A Luta Continua: LGBTI Rights in Timor-Leste

Timor-Leste is seen as a bright spot when it comes to LGBTI rights in Southeast Asia, but many challenges remain.

A Luta Continua: LGBTI Rights in Timor-Leste
Credit: Bardia Rahmani

DILI, TIMOR-LESTE – “This day means freedom,” says Domingos Gonsalves Barros as he waves a rainbow flag high above his head. “We can finally express ourselves without feeling intimidated by those people who bully us.”

Barros, a gay university student, is one of the 1,500 people who took part in Timor-Leste’s second-ever LGBTI Pride parade on July 20, 2018. Led by a transgender marching band and featuring modern dance performances, prayer groups, and stirring renditions of traditional Timorese resistance songs, the parade traced a colorful path through the capital city of Dili, a celebration of the lesbian, gay, bisexual, transgender, and intersex (LGBTI) community.

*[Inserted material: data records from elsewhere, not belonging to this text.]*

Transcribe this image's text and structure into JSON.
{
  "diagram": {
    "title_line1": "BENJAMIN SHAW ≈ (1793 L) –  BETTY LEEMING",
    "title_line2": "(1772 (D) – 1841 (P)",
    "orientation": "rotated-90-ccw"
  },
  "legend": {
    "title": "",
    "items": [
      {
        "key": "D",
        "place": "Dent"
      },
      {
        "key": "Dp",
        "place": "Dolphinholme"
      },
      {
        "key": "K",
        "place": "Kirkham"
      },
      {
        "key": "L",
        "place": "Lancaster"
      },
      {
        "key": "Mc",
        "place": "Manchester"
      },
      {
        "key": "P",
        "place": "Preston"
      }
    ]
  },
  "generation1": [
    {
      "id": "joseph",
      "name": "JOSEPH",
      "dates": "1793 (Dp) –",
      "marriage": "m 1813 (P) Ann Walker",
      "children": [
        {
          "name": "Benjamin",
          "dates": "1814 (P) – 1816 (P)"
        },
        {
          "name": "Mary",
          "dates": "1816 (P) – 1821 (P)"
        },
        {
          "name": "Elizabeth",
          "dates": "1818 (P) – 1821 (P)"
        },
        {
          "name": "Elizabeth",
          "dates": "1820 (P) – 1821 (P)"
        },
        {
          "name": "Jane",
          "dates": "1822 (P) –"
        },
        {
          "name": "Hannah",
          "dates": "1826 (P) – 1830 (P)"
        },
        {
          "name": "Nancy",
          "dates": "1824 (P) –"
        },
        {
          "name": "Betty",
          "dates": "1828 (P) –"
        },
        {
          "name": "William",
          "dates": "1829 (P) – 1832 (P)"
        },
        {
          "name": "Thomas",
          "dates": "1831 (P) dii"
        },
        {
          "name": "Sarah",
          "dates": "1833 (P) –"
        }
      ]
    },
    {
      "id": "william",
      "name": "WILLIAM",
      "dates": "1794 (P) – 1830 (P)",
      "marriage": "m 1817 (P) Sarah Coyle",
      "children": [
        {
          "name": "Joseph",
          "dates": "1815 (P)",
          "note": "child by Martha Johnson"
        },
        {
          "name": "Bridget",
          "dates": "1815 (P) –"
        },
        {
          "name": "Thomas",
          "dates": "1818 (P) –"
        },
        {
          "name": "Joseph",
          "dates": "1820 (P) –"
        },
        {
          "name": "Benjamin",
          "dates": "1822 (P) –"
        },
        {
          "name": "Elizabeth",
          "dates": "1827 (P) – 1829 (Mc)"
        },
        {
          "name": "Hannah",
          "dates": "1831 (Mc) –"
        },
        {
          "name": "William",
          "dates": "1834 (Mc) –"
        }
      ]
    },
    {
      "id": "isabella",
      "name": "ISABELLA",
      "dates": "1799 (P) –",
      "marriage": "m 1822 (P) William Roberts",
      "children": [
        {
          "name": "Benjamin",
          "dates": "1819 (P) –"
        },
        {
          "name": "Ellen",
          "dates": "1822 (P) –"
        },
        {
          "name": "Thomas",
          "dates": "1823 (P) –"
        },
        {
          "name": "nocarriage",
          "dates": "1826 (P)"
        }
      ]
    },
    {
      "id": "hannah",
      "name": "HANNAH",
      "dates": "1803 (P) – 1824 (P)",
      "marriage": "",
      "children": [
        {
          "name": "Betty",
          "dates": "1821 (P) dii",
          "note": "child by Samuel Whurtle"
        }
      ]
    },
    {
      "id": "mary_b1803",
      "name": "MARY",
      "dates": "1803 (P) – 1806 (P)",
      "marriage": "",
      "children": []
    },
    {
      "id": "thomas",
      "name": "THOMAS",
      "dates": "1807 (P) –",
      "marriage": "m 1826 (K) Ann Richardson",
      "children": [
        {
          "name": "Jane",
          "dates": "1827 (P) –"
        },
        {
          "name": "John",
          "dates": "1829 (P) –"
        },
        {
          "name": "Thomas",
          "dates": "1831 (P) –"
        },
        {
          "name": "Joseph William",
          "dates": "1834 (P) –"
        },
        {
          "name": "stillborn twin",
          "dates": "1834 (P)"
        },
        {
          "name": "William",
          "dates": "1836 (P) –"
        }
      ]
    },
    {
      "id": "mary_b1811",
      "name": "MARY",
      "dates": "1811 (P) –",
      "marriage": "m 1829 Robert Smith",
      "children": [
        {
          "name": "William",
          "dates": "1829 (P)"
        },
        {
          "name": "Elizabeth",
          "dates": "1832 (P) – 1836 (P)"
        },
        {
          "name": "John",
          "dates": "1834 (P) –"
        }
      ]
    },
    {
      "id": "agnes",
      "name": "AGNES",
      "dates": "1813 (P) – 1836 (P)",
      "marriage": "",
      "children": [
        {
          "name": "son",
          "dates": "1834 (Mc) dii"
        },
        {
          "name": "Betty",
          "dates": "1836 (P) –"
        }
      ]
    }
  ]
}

“Visibility is important,” says Natalino Guterres, the slight, 28-year-old activist who orchestrated the event, as well as Timor-Leste’s first Pride parade in 2017. “Many LGBTI get bullied, threatened, harassed, so it’s meaningful for them to go out on the street and feel safe, proud to be themselves.”

“And on the other side, for them to wear dresses, makeup, wigs – it was probably shocking for some people,” he says. “But I think it’s good; it’s the start of a conversation that isn’t happening in this country.”

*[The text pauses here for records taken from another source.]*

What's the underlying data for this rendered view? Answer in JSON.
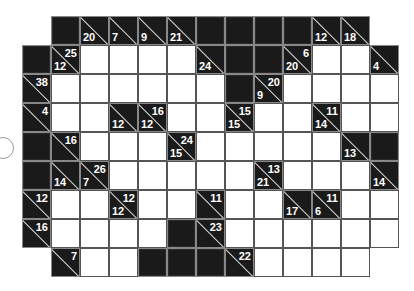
{
  "puzzle": {
    "type": "kakuro",
    "rows": 9,
    "cols": 13,
    "cell_size": 29,
    "cells": [
      [
        null,
        "B",
        {
          "d": 20
        },
        {
          "d": 7
        },
        {
          "d": 9
        },
        {
          "d": 21
        },
        "B",
        "B",
        "B",
        "B",
        {
          "d": 12
        },
        {
          "d": 18
        },
        null
      ],
      [
        "B",
        {
          "a": 25,
          "d": 12
        },
        "W",
        "W",
        "W",
        "W",
        {
          "d": 24
        },
        "B",
        "B",
        {
          "a": 6,
          "d": 20
        },
        "W",
        "W",
        {
          "d": 4
        }
      ],
      [
        {
          "a": 38
        },
        "W",
        "W",
        "W",
        "W",
        "W",
        "W",
        "B",
        {
          "a": 20,
          "d": 9
        },
        "W",
        "W",
        "W",
        "W"
      ],
      [
        {
          "a": 4
        },
        "W",
        "W",
        {
          "d": 12
        },
        {
          "a": 16,
          "d": 12
        },
        "W",
        "W",
        {
          "a": 15,
          "d": 15
        },
        "W",
        "W",
        {
          "a": 11,
          "d": 14
        },
        "W",
        "W"
      ],
      [
        "B",
        {
          "a": 16
        },
        "W",
        "W",
        "W",
        {
          "a": 24,
          "d": 15
        },
        "W",
        "W",
        "W",
        "W",
        "W",
        {
          "d": 13
        },
        "B"
      ],
      [
        "B",
        {
          "d": 14
        },
        {
          "a": 26,
          "d": 7
        },
        "W",
        "W",
        "W",
        "W",
        "W",
        {
          "a": 13,
          "d": 21
        },
        "W",
        "W",
        "W",
        {
          "d": 14
        }
      ],
      [
        {
          "a": 12
        },
        "W",
        "W",
        {
          "a": 12,
          "d": 12
        },
        "W",
        "W",
        {
          "a": 11
        },
        "W",
        "W",
        {
          "d": 17
        },
        {
          "a": 11,
          "d": 6
        },
        "W",
        "W"
      ],
      [
        {
          "a": 16
        },
        "W",
        "W",
        "W",
        "W",
        "B",
        {
          "a": 23
        },
        "W",
        "W",
        "W",
        "W",
        "W",
        "W"
      ],
      [
        null,
        {
          "a": 7
        },
        "W",
        "W",
        "B",
        "B",
        "B",
        {
          "a": 22
        },
        "W",
        "W",
        "W",
        "W",
        null
      ]
    ]
  },
  "decor": {
    "left_circle": true
  }
}
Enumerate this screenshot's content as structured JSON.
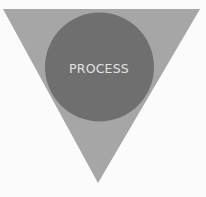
{
  "diagram": {
    "type": "funnel-triangle-with-circle",
    "shapes": [
      {
        "kind": "inverted-triangle",
        "role": "outer",
        "color": "#a6a6a6"
      },
      {
        "kind": "circle",
        "role": "inner",
        "color": "#6f6f6f",
        "label": "PROCESS",
        "label_color": "#e2e2e2"
      }
    ],
    "background": "#fbfbfb"
  }
}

Timor-Leste has attracted international attention in recent years for its increasingly vocal LGBTI community. The half-island nation is considered a bright spot when it comes to LGBTI rights in Southeast Asia, compared to recent crackdowns against such individuals in Indonesia and Malaysia.

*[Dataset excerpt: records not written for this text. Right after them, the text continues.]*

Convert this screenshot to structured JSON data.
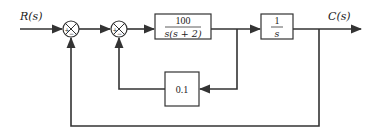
{
  "diagram": {
    "type": "block-diagram",
    "input_label": "R(s)",
    "output_label": "C(s)",
    "summing_junctions": [
      {
        "id": "sum1",
        "signs": {
          "left": "+",
          "bottom": "−"
        }
      },
      {
        "id": "sum2",
        "signs": {
          "left": "+",
          "bottom": "−"
        }
      }
    ],
    "blocks": {
      "plant": {
        "numerator": "100",
        "denominator": "s(s + 2)"
      },
      "integrator": {
        "numerator": "1",
        "denominator": "s"
      },
      "feedback_gain": {
        "value": "0.1"
      }
    },
    "colors": {
      "line": "#333333",
      "background": "#ffffff"
    }
  }
}
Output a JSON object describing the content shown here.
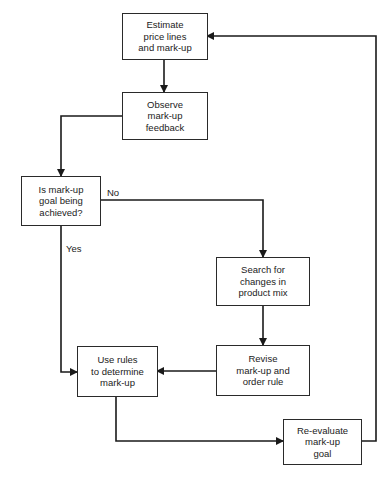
{
  "diagram": {
    "type": "flowchart",
    "nodes": [
      {
        "id": "estimate",
        "lines": [
          "Estimate",
          "price lines",
          "and mark-up"
        ]
      },
      {
        "id": "observe",
        "lines": [
          "Observe",
          "mark-up",
          "feedback"
        ]
      },
      {
        "id": "decision",
        "lines": [
          "Is mark-up",
          "goal being",
          "achieved?"
        ]
      },
      {
        "id": "search",
        "lines": [
          "Search for",
          "changes in",
          "product mix"
        ]
      },
      {
        "id": "revise",
        "lines": [
          "Revise",
          "mark-up and",
          "order rule"
        ]
      },
      {
        "id": "use_rules",
        "lines": [
          "Use rules",
          "to determine",
          "mark-up"
        ]
      },
      {
        "id": "reevaluate",
        "lines": [
          "Re-evaluate",
          "mark-up",
          "goal"
        ]
      }
    ],
    "edge_labels": {
      "no": "No",
      "yes": "Yes"
    },
    "edges": [
      {
        "from": "estimate",
        "to": "observe"
      },
      {
        "from": "observe",
        "to": "decision"
      },
      {
        "from": "decision",
        "to": "search",
        "label": "No"
      },
      {
        "from": "decision",
        "to": "use_rules",
        "label": "Yes"
      },
      {
        "from": "search",
        "to": "revise"
      },
      {
        "from": "revise",
        "to": "use_rules"
      },
      {
        "from": "use_rules",
        "to": "reevaluate"
      },
      {
        "from": "reevaluate",
        "to": "estimate"
      }
    ],
    "colors": {
      "line": "#1a1a1a",
      "border": "#2a2a2a",
      "background": "#ffffff"
    }
  }
}
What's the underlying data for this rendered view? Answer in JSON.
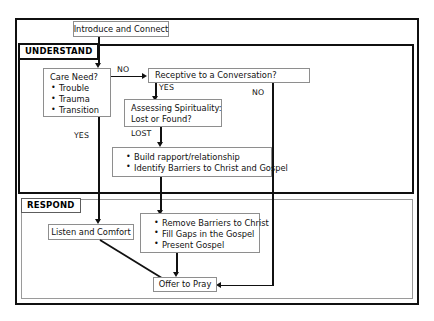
{
  "diagram": {
    "sections": [
      {
        "id": "understand",
        "label": "UNDERSTAND"
      },
      {
        "id": "respond",
        "label": "RESPOND"
      }
    ],
    "nodes": {
      "introduce": {
        "label": "Introduce and Connect"
      },
      "care_need": {
        "header": "Care Need?",
        "items": [
          "Trouble",
          "Trauma",
          "Transition"
        ]
      },
      "receptive": {
        "label": "Receptive to a Conversation?"
      },
      "assessing": {
        "line1": "Assessing Spirituality:",
        "line2": "Lost or Found?"
      },
      "build": {
        "items": [
          "Build rapport/relationship",
          "Identify Barriers to Christ and Gospel"
        ]
      },
      "listen": {
        "label": "Listen and Comfort"
      },
      "remove": {
        "items": [
          "Remove Barriers to Christ",
          "Fill Gaps in the Gospel",
          "Present Gospel"
        ]
      },
      "pray": {
        "label": "Offer to Pray"
      }
    },
    "edge_labels": {
      "care_to_receptive": "NO",
      "receptive_yes": "YES",
      "receptive_no": "NO",
      "care_yes": "YES",
      "assessing_lost": "LOST"
    },
    "colors": {
      "frame": "#101010",
      "node_border": "#8e8e8e",
      "respond_frame": "#9a9a9a",
      "line": "#111111",
      "background": "#ffffff"
    }
  }
}
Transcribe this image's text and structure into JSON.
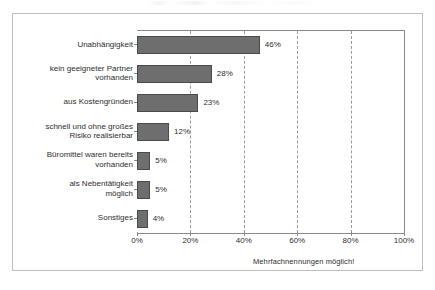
{
  "chart_data": {
    "type": "bar",
    "orientation": "horizontal",
    "title": "",
    "xlabel": "",
    "ylabel": "",
    "xlim": [
      0,
      100
    ],
    "grid": true,
    "legend": false,
    "categories": [
      "Unabhängigkeit",
      "kein geeigneter Partner vorhanden",
      "aus Kostengründen",
      "schnell und ohne großes Risiko realisierbar",
      "Büromittel waren bereits vorhanden",
      "als Nebentätigkeit möglich",
      "Sonstiges"
    ],
    "category_lines": [
      [
        "Unabhängigkeit"
      ],
      [
        "kein geeigneter Partner",
        "vorhanden"
      ],
      [
        "aus Kostengründen"
      ],
      [
        "schnell und ohne großes",
        "Risiko realisierbar"
      ],
      [
        "Büromittel waren bereits",
        "vorhanden"
      ],
      [
        "als Nebentätigkeit",
        "möglich"
      ],
      [
        "Sonstiges"
      ]
    ],
    "values": [
      46,
      28,
      23,
      12,
      5,
      5,
      4
    ],
    "data_labels": [
      "46%",
      "28%",
      "23%",
      "12%",
      "5%",
      "5%",
      "4%"
    ],
    "xticks": [
      0,
      20,
      40,
      60,
      80,
      100
    ],
    "xtick_labels": [
      "0%",
      "20%",
      "40%",
      "60%",
      "80%",
      "100%"
    ],
    "bar_color": "#6e6e6e",
    "bar_edge_color": "#4a4a4a",
    "gridline_color": "#9a9a9a",
    "axis_color": "#8a8a8a"
  },
  "annotations": {
    "footnote": "Mehrfachnennungen möglich!"
  }
}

Timor-Leste’s reputation as a leader on LGBTI issues is perhaps surprising given the country’s religious makeup and recent troubled history. The country, which was a Portuguese colony until 1975, remains one of the most Catholic countries in the world. Ninety-seven percent of Timorese describe themselves as Catholic. Timor-Leste gained de facto independence in 2002 after a bloody decades-long struggle against its Indonesian occupiers, only to collapse into a quasi-civil war between 2006 and 2008.

Nevertheless, Bella Galhos, a former independence activist who, along with Guterres, has become a symbol of the nascent LGBTI movement, cautions against accepting at face value the international community’s designation of Timor-Leste as a safe haven.

“Let’s not dramatize the situation,” she says flatly. “We are still struggling.”